A Stranger Shade of Pale

At the time I wrote This Pale Stranger I was judging a micro-fiction competition. Open to anybody, any subject, the only restriction the word count. In the first ten stories there were two about vampires... I began to despair.

And then I wrote my own vampire story.

There is nothing wrong with writing a vampire story, of course, but it's difficult to do it well and be original these days. But it can be done. Park Chan-Wook's film Thirst is a great example, the lead character a devout priest learning to deal with vampirism and the new urges it brings, superb stuff. Let the Right One In, again, an excellent approach to the subject. Both of these go into the psychology of the vampire and find fertile ground for story-telling there.

I will not claim mine has any of that depth, it's a bit of fun, the undead in the wild west, and I like it. I'm not sure why I went with the Nosferatu style of teeth, maybe just for something different.

This was going to be longer.
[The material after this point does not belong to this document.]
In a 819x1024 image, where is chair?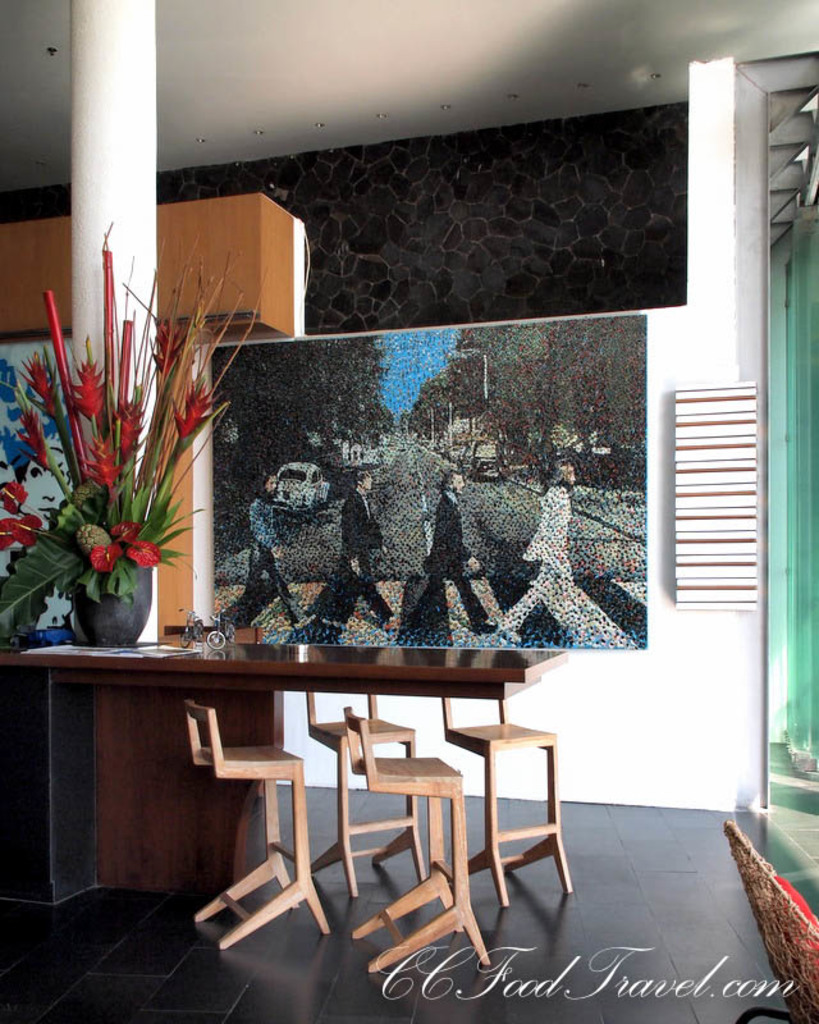
[180,700,331,947].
In my head the stranger saves the sheriff, then they spend the night clearing the town, burning the bodies and the stranger says his final line as he rides away, not into the sunrise because, well...

But, all that would have been filler. For the sake of micro-fiction it would have to have been so much tell and not enough show (again with the show and tell!). It would have been a few paragraphs of sweeping events, the whorehouse; Jed’s mother, maybe; the superstitious, drunk native; blood and guts and gore. To justify itself beyond the punch line it would need human drama and characterisation, it would need to be fully humanised – a longer short story, not just a missing piece.

I like this idea of a racial war between the undead; the zombies and the vampires. They are both so similar in some ways, the hunger and the undeath. But the vampires have thought...

One day it may become a longer piece. A larger part of the puzzle.